Spring Boot is an opinionated layer on top of the Spring Framework that removes the XML and the boilerplate. Pivotal released it in 2014; since then it has become the default way to start any non-trivial Java backend. A new project is one Spring Initializr request away — declare a few starters (web, data-jpa, security, kafka), add your beans, and the framework wires the rest.
Spring Boot 3.x runs on Java 17+ and integrates the Jakarta EE 9+ packages. Auto-configuration, Actuator, and Spring Cloud bring observability, health checks, and distributed-system primitives without writing them yourself. Combined with a build tool (Maven or Gradle) and a deployment target (Kubernetes, ECS, Cloud Foundry), it is still the lowest-friction way to ship a production Java service.
What you'll work with in these 37 courses
- Auto-configuration, starters, profiles, externalized configuration
- Spring MVC and Spring WebFlux for HTTP services and reactive streams
- Spring Data JPA + Hibernate, Spring Data MongoDB, Spring Data Redis
- Spring Security: OAuth2, JWT, method-level security, CSRF
- Actuator endpoints, Micrometer metrics, distributed tracing
- Testing:
@SpringBootTest, Testcontainers, MockMvc, WebTestClient
Most enterprise Java in 2026 is Spring Boot. Banks, insurance companies, telecoms, and any team adopting microservices on the JVM tend to converge on the same combination: Spring Boot + Kafka + PostgreSQL + Kubernetes.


#### WHAT IS REQUIRED
Reproduce exactly the lines below, starting at the line that contains "is (741, 365)." and ending with the last line of the records, both included; leave out any pictures.

== Segment start ==

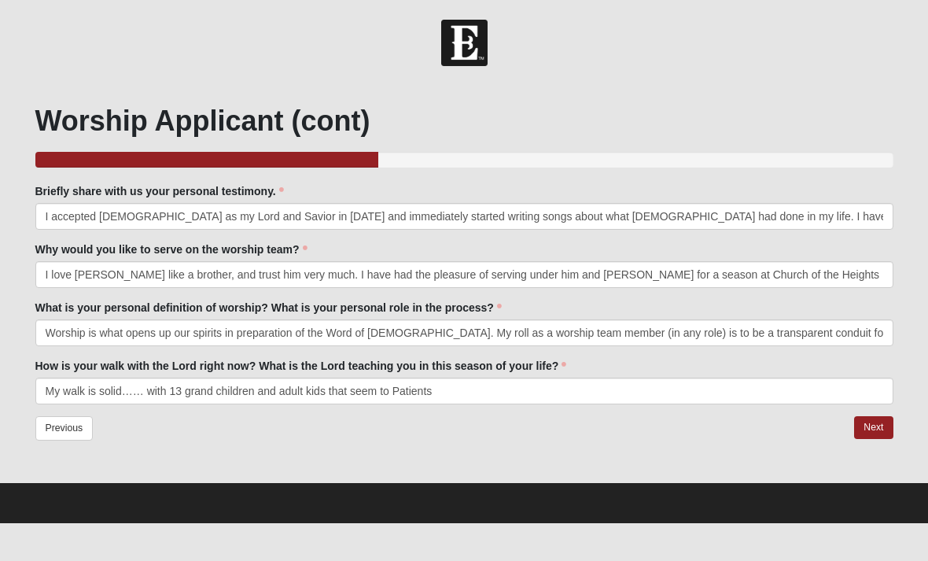 Image resolution: width=928 pixels, height=561 pixels. I want to click on label: How is your walk with the Lord right now? What is the Lord teaching you in this season of your life?, so click(301, 366).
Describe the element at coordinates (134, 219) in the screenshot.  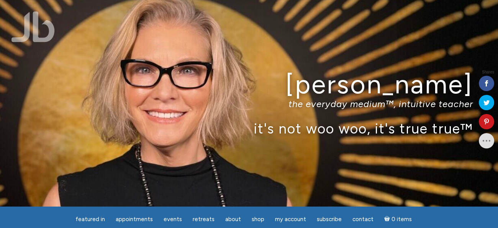
I see `a: Appointments` at that location.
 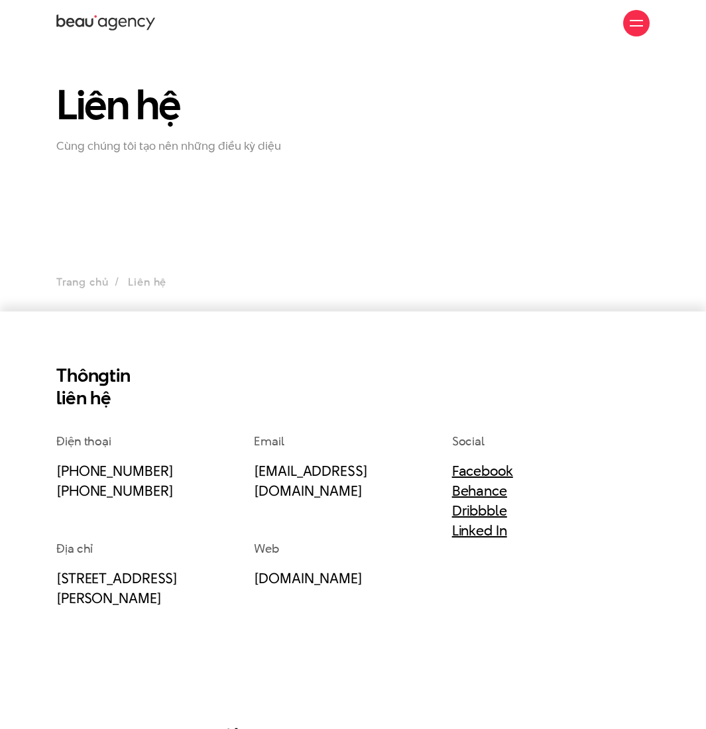 What do you see at coordinates (479, 490) in the screenshot?
I see `a: Behance` at bounding box center [479, 490].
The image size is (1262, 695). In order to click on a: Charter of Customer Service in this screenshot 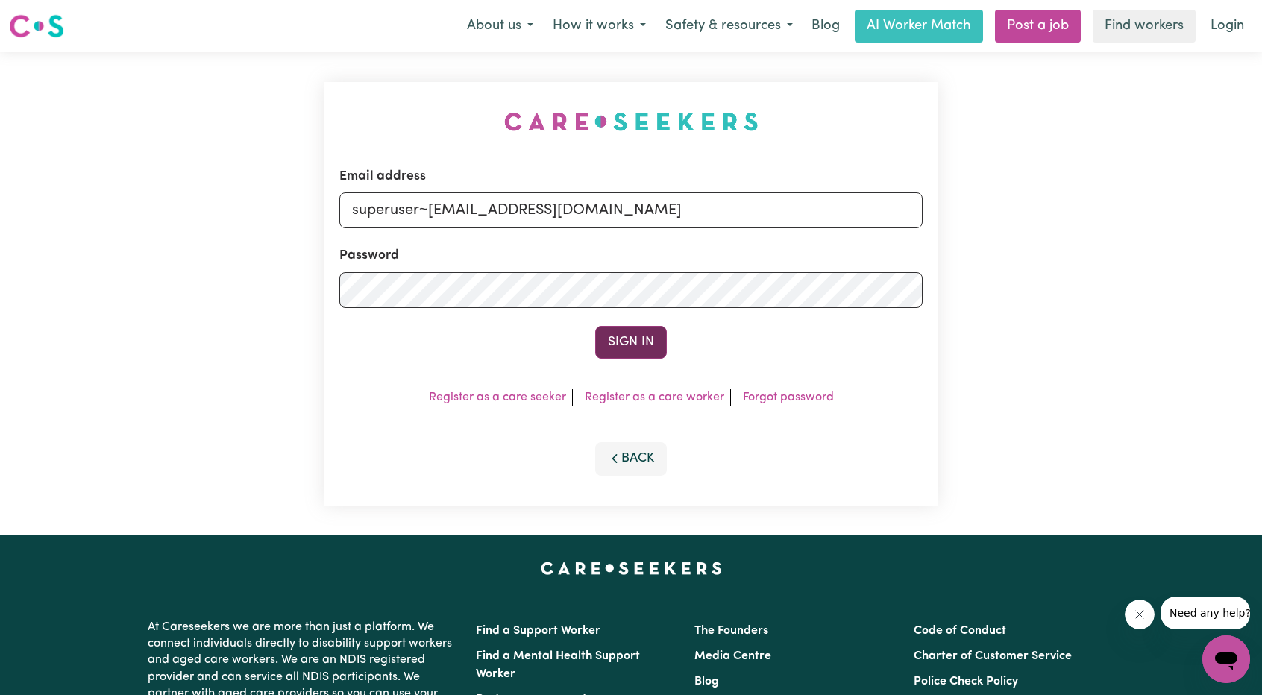, I will do `click(993, 656)`.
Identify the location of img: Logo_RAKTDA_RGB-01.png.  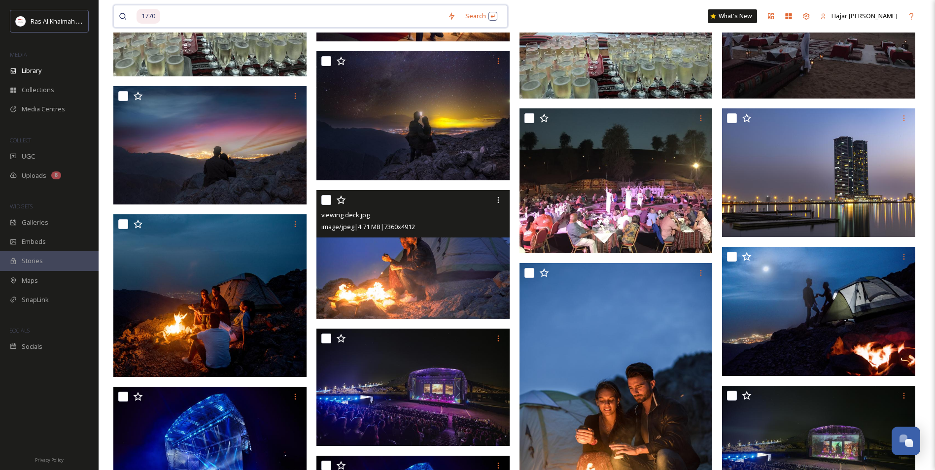
(21, 21).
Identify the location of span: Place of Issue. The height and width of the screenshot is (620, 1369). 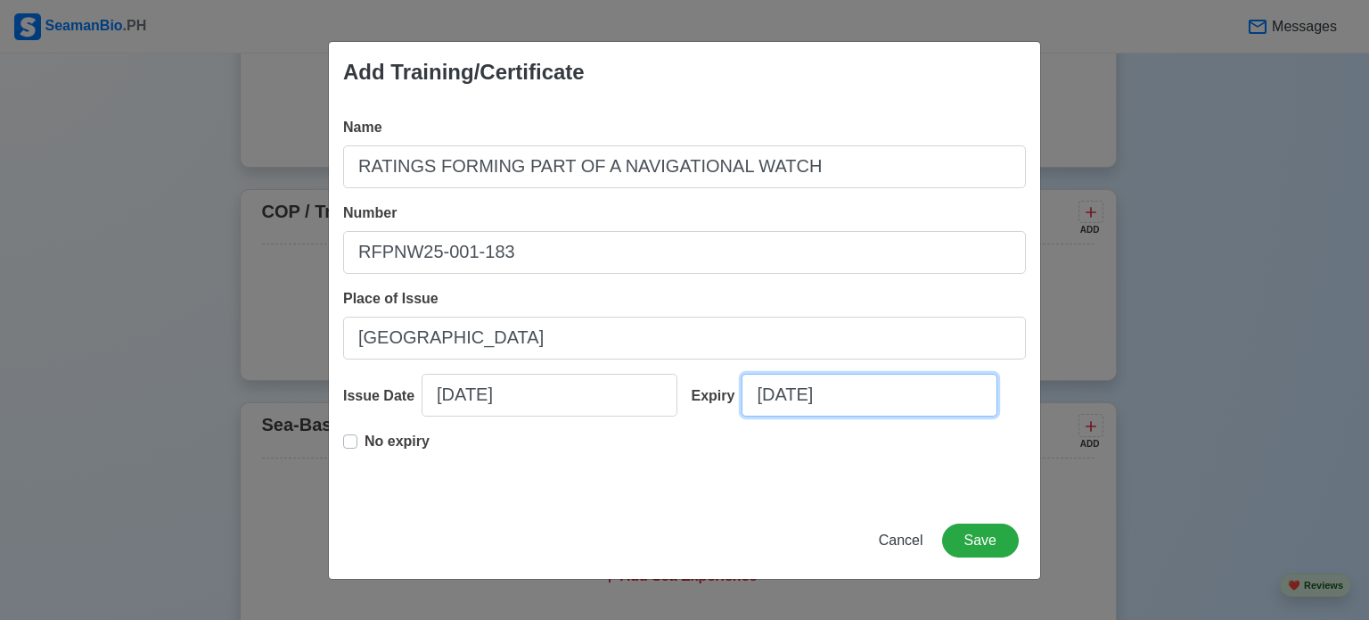
(390, 298).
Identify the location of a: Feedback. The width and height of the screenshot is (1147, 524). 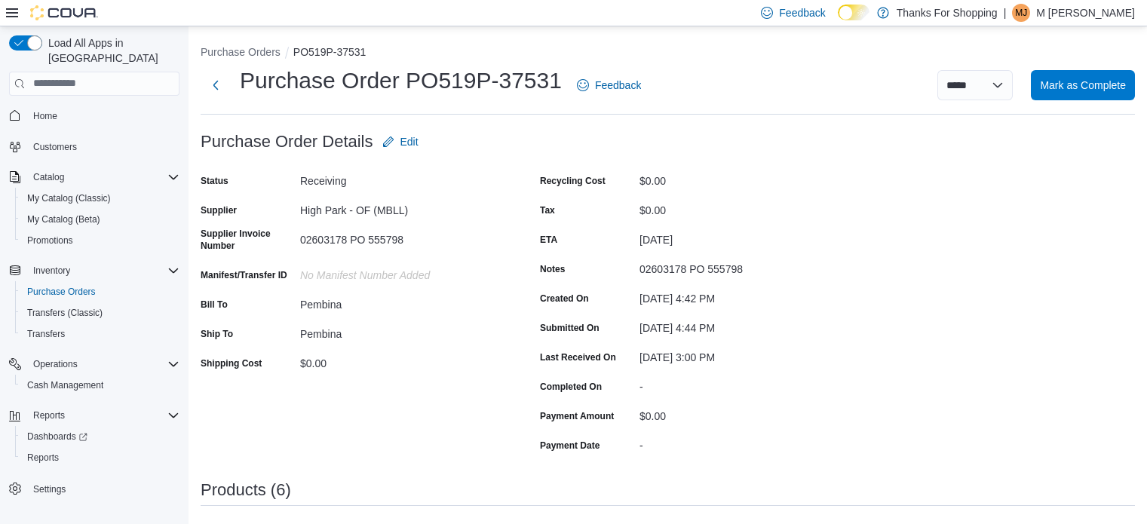
(608, 85).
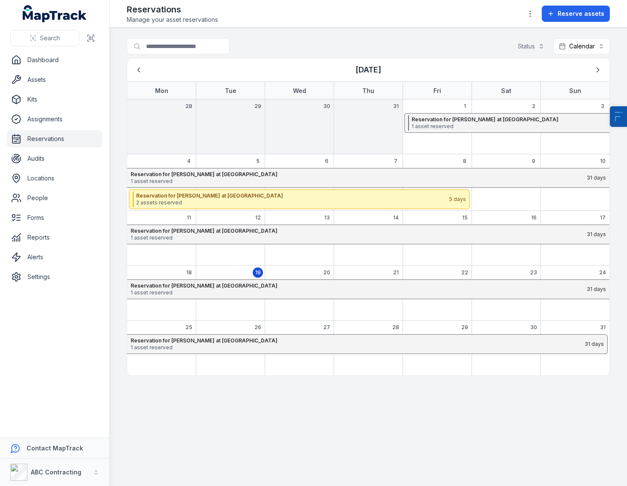 The image size is (627, 486). I want to click on a: MapTrack, so click(55, 14).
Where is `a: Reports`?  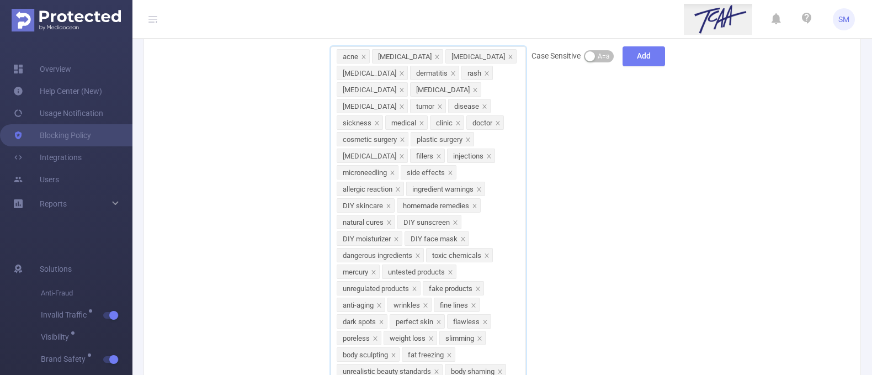 a: Reports is located at coordinates (53, 204).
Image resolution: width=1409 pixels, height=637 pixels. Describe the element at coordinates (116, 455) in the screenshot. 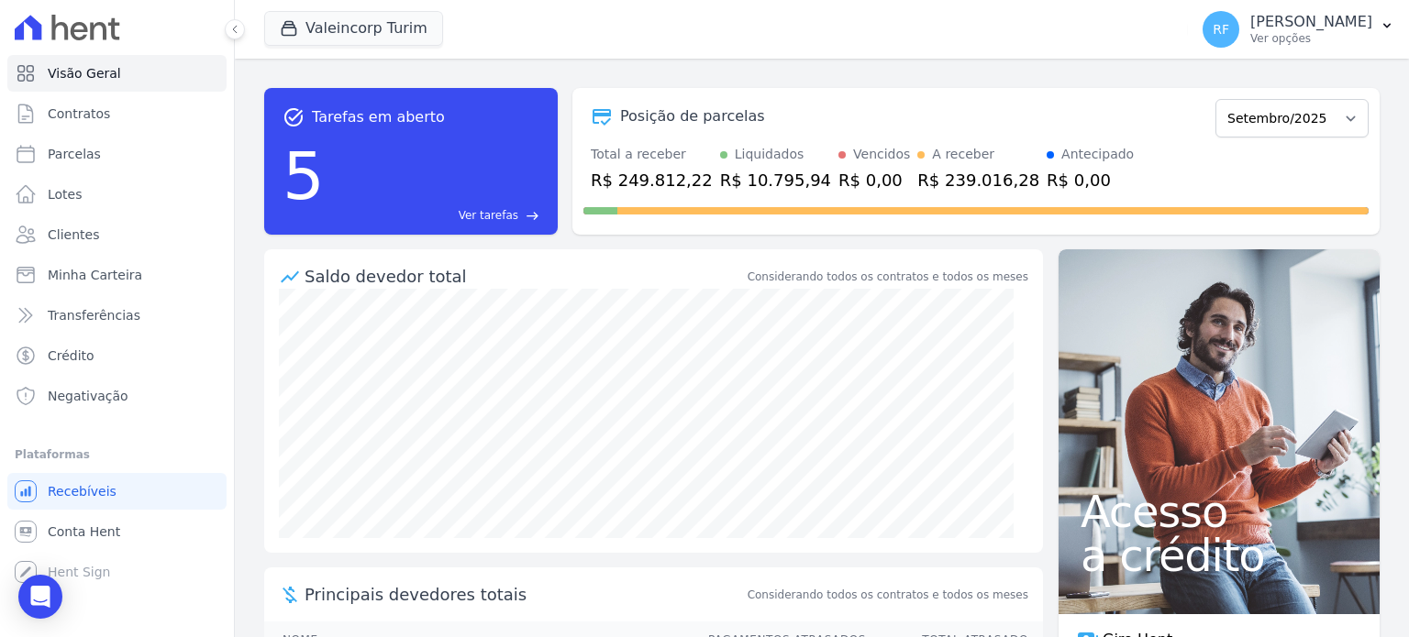

I see `div: Plataformas` at that location.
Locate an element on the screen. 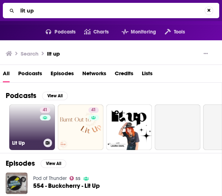 Image resolution: width=222 pixels, height=196 pixels. h3: Search is located at coordinates (30, 53).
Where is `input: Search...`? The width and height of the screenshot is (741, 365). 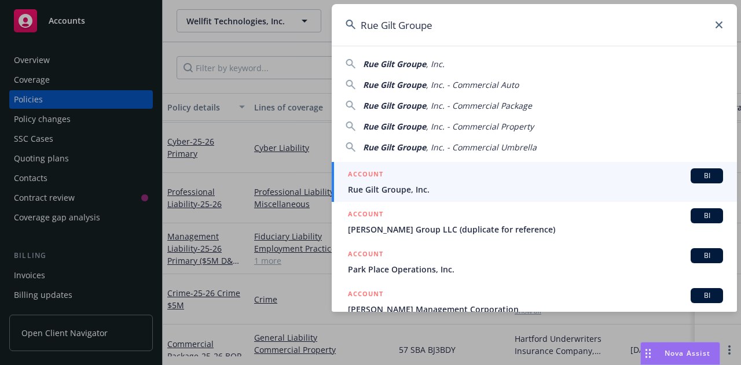
input: Search... is located at coordinates (534, 25).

== Segment end ==

#### RESPONSE
Where is `input: Search...`? The width and height of the screenshot is (741, 365). 
input: Search... is located at coordinates (534, 25).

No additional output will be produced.